Over his first six months in office, President Donald Trump has demonstrated his intent to reverse the lax enforcement regime of his predecessor. His hard rhetorical line (and that of Attorney General Jeff Sessions), along with increased border security, has led to a dramatic decline in illegal border crossings. The Department of Homeland Security reported that apprehensions at the border had fallen by 76 percent from January to May. Meanwhile, ramped-up ICE activity and an expanding enforcement infrastructure has struck a blow to the vicious MS-13 gang, which flourished under the Obama administration. President Trump is actually doing what President Obama only promised to do: directing limited immigration-enforcement resources toward securing the border and expelling criminal aliens.

Using a very broad definition, the Iraqis detained by ICE might be among President Trump’s “bad hombres.” Many of them have criminal backgrounds, including for felonies such as aggravated assault, and most are subject to longstanding removal orders. Immigration authorities would have reached them eventually.

But enforcing current immigration law is not a justification for inhumanity, and there is no other description for sending a group of men and women almost certainly to their deaths.

In this particular case, there are other obvious reasons for leniency.
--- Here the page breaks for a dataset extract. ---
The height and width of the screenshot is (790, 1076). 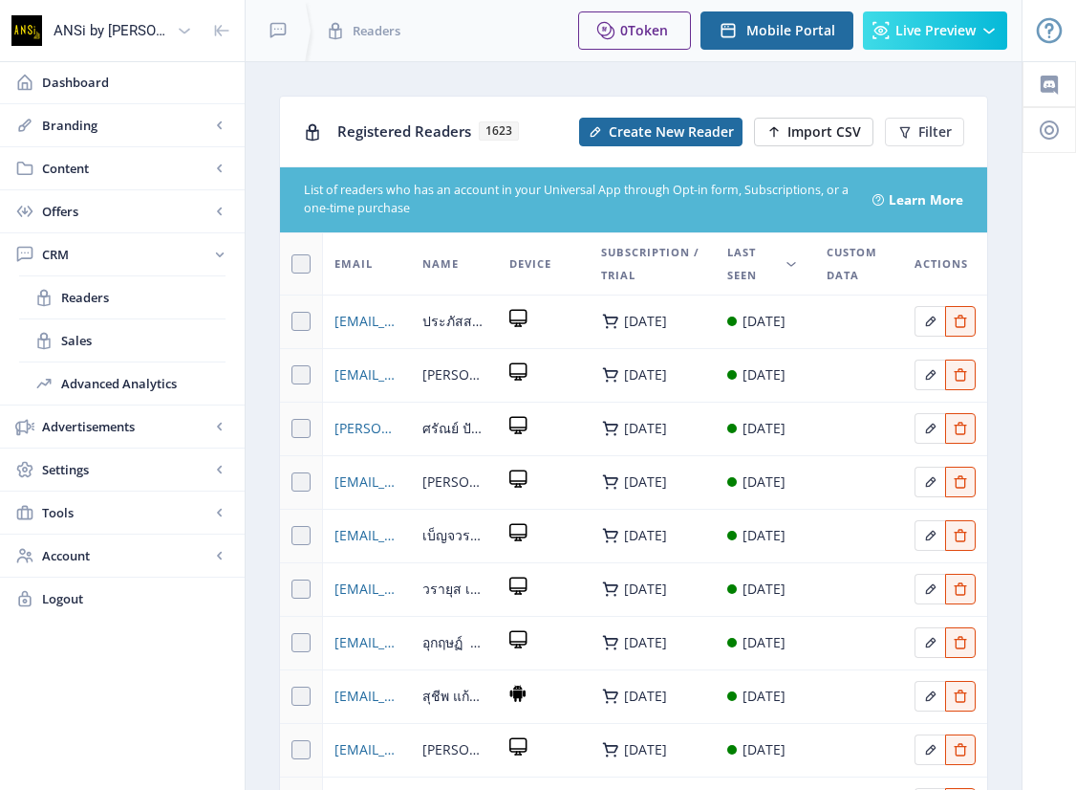 I want to click on a: New page, so click(x=655, y=132).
The crimes of the aliens in question are generally years old, after which the individuals have maintained clean records; some have had the charges against them expunged. Also, many of these people have been in the United States for decades, some of them having built families since arriving. One petitioner, Usama Jamil “Sam” Hamama, 54 years old, has been in the United States since coming as a refugee – when he was four years old, according to the ACLU’s lawsuit. Those longstanding deportation orders mentioned above have almost all been deferred on previous occasions by immigration authorities, because deportation back to Iraq was dangerous. It should not escape the notice of federal authorities that the situation here is largely one of their own making.
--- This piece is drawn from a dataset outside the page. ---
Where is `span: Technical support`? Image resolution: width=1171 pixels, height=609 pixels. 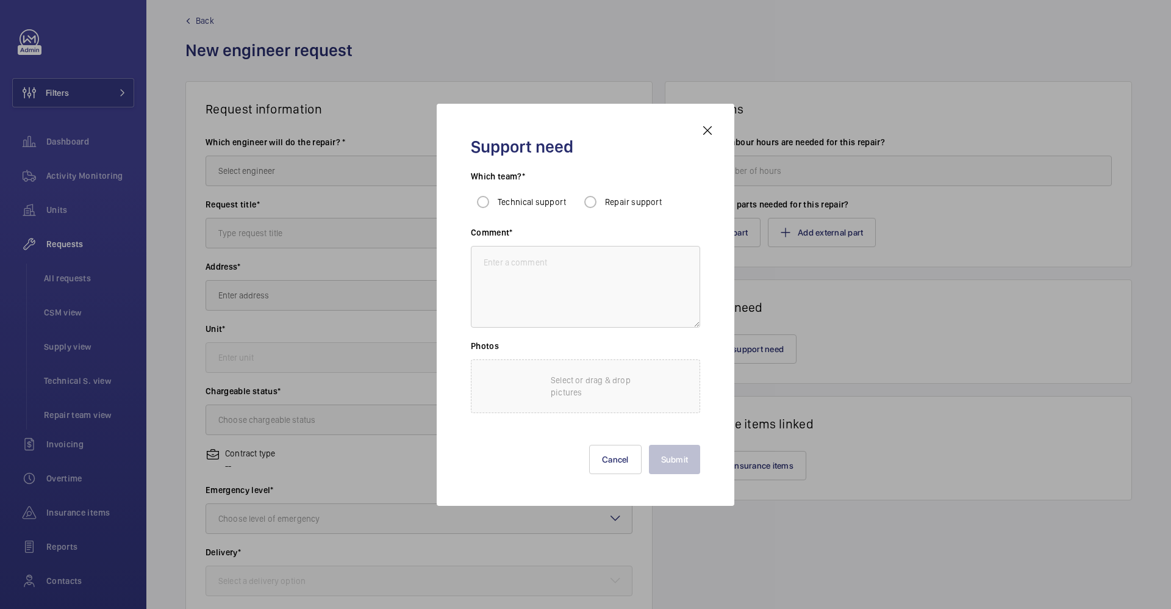 span: Technical support is located at coordinates (532, 202).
But, more to the point, our immigration laws do not necessitate removing aliens to countries where they face imminent danger. In fact, our laws militate against it (the asylum provisions of the Immigration and Nationality Act, for starters), as do our treaty obligations under the 1984 Convention Against Torture and Other Cruel, Inhuman or Degrading Treatment or Punishment.

And neither does our politics demand it, even under a regime of strong immigration enforcement. At the National Prayer Breakfast this spring, President Trump noted the many Muslims in the Middle East who have been “brutalized, victimized, murdered, and oppressed by ISIS killers,” and noted specially the “campaign of . . . genocide against Christians.” More recently, Vice President Mike Pence told the World Summit in Defense of Persecuted Christians that the new administration was dedicated to “reaffirming America’s role as a beacon of hope and life and liberty.” These commitments obviously raise difficult questions about how to handle refugees and the many young aliens in the U.S. unlawfully but by no fault of their own (so-called DREAMers). But exercising discretion in these sorts of deportation cases is one modest way to affirm these commitments.

The detainees, with the help of the ACLU, have filed a class-action suit requesting a stay of deportation, which technically could happen at any time. Several Christian leaders have weighed in on their behalf, among them Franklin Graham and the Southern Baptist Convention’s Russell Moore. This week, a federal judge granted them a two-week stay, during which they hope to be able to plead their case before an immigration judge.

ICE, the relevant courts, and the powers that be in the Trump administration should work to bring this case to a lawful end that protects these lives. Enforcing our immigration laws does not require us to be pitiless. The only true justice here is mercy.

[Editor’s Note: This piece has been amended since its original posting.]

READ MORE:

Christianity Won’t Disappear Without a Fight

Living on a Prayer: Learning from the Persecuted

Lessons from a Persecuted Christian in the Middle East

— Ian Tuttle is the Thomas L. Rhodes Fellow at the National Review Institute. 

Ian Tuttle is a doctoral candidate at the Catholic University of America. He is completing a dissertation on T. S. Eliot.